There are some books that pry long-forgotten memories out of the dusty corners of your brain, unfold them on a table and force you to look at them. Alice Bliss was like this for me.
Alice Bliss is a 14-year old girl who loves her father very much. So when his reserve unit is called up to go to Iraq, her world turns upside down. Although she goes through the motions of her everyday- joins the track team, explores love, deals with the glimpses she gets of the adult relationship between her mother and father, the worry and anxiety she feels for her absent father colours everything she does.
Where do I begin reviewing this? I could talk about Harrington’s interesting decisions when it comes to viewpoint- the book is in third person close, but not always from Alice’s perspective. She flits from character to character, like a butterfly who can read minds. At first this jarred me, but ultimately I think it works. We get Alice’s perspective as well as that of her mother, her grandmother, her best friend Henry. It is like getting a sweeping cinematic landscape shot but inside the brains of the characters.
Or the mounting tension, of seeing each member of the family slowly crumble under the weight of their own grief.
Or maybe how it is a simple book, with a simple plot and yet encompasses all the meat of our everyday- of growing up, of the complexity and simplicity of love. Of how we keep on keeping on even when we don’t think we can…
How each of the characters are flawed, beautiful, believable, from the mother who struggles to keep the family together with varying success, to the little sister who finds refuge in the dictionary and long words.
On a personal note, I read this book in one day, sitting on the couch, crying my eyes out. Though it is true, books have been known to bring me to tears from time to time, none as much as this one. The memories it brought back were of heading back to my class after a dictée and seeing the Base Commander with his arms around my sobbing mother. Of being ushered in the class by my teacher and then minutes later being told to come with her. Of my mother taking me by the shoulders and telling me my father was dead. Of the funeral with all my father’s friends in their uniforms, nightmarish copies of my own father. Of my mother crying in her room in the dark, inconsolable.
Christ. It was a good book. You should read it. It probably won’t slice you in half like it did me.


Each entry should be restated word for word, with all pictures left out.
**** DATA LISTING ****
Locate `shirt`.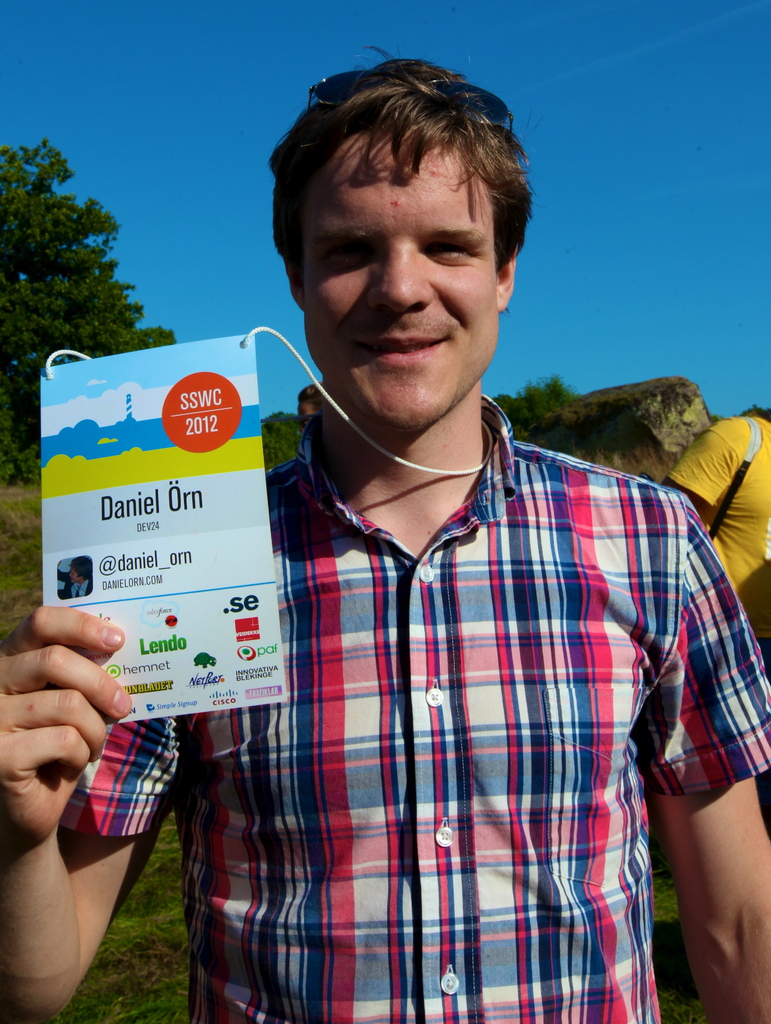
Bounding box: (x1=61, y1=396, x2=770, y2=1023).
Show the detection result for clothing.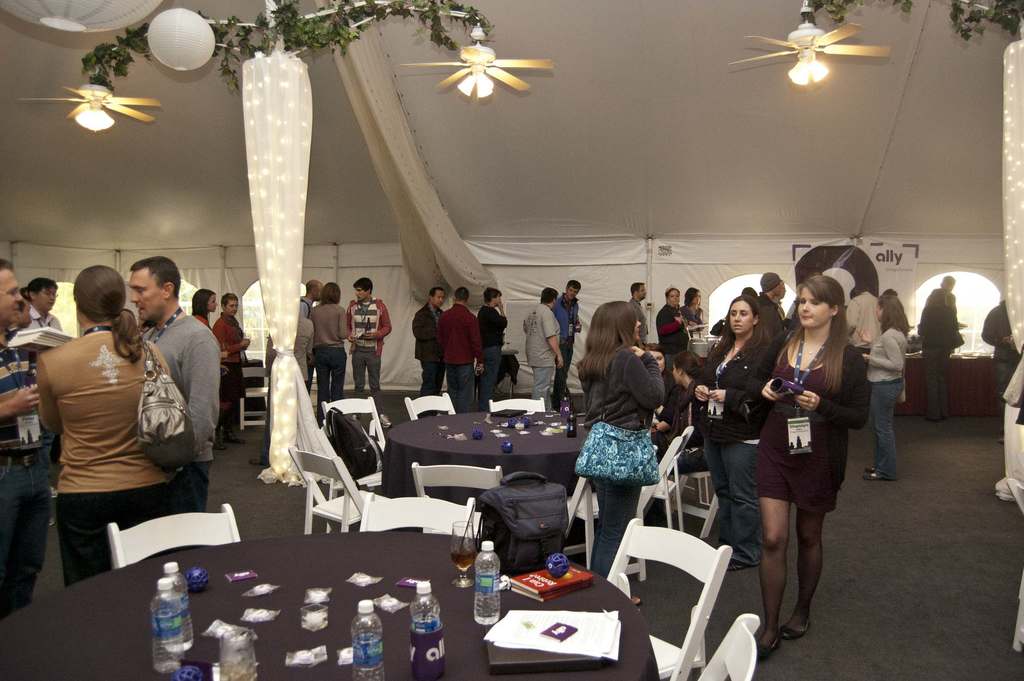
552/293/580/411.
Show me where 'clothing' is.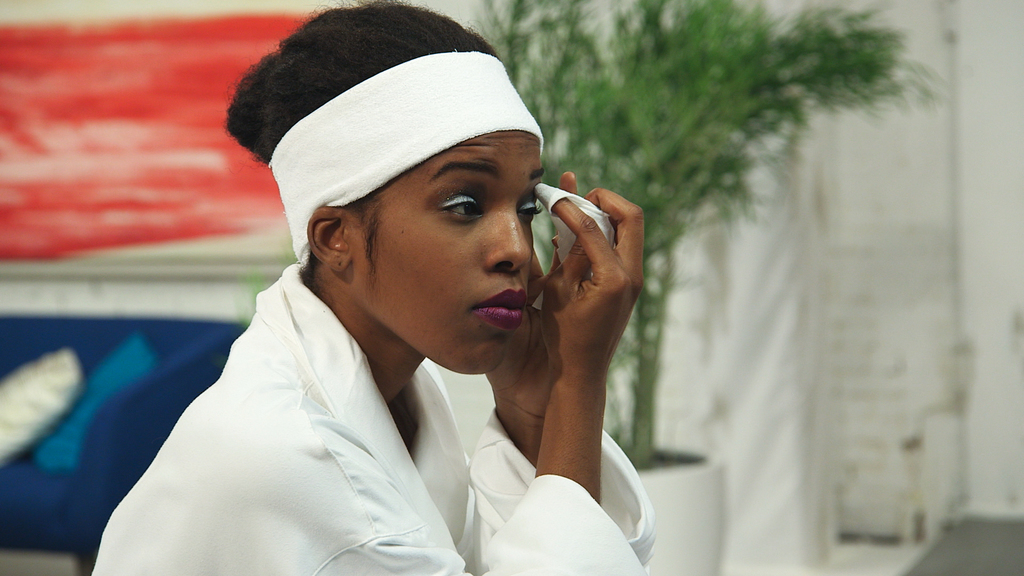
'clothing' is at [left=65, top=252, right=554, bottom=564].
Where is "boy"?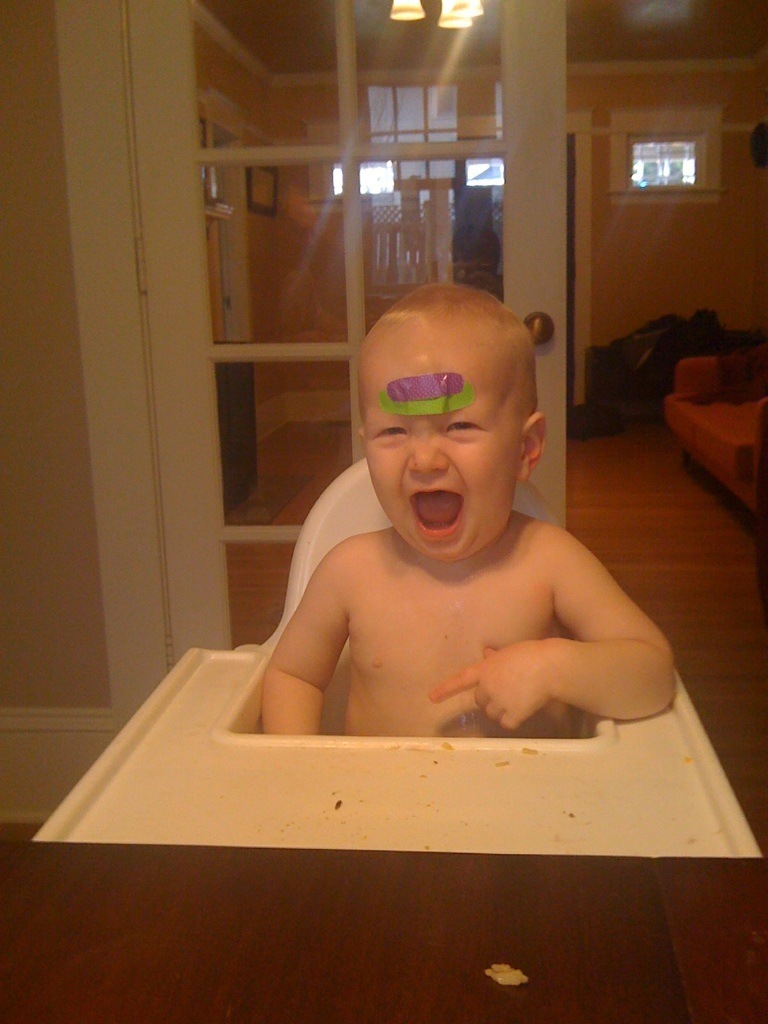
****
#### SOLUTION FOR THIS EXERCISE:
Locate `shirt`.
Bounding box: (x1=61, y1=396, x2=770, y2=1023).
Show the detection result for clothing.
552/293/580/411.
Show me where 'clothing' is.
'clothing' is at [left=65, top=252, right=554, bottom=564].
Where is "boy"?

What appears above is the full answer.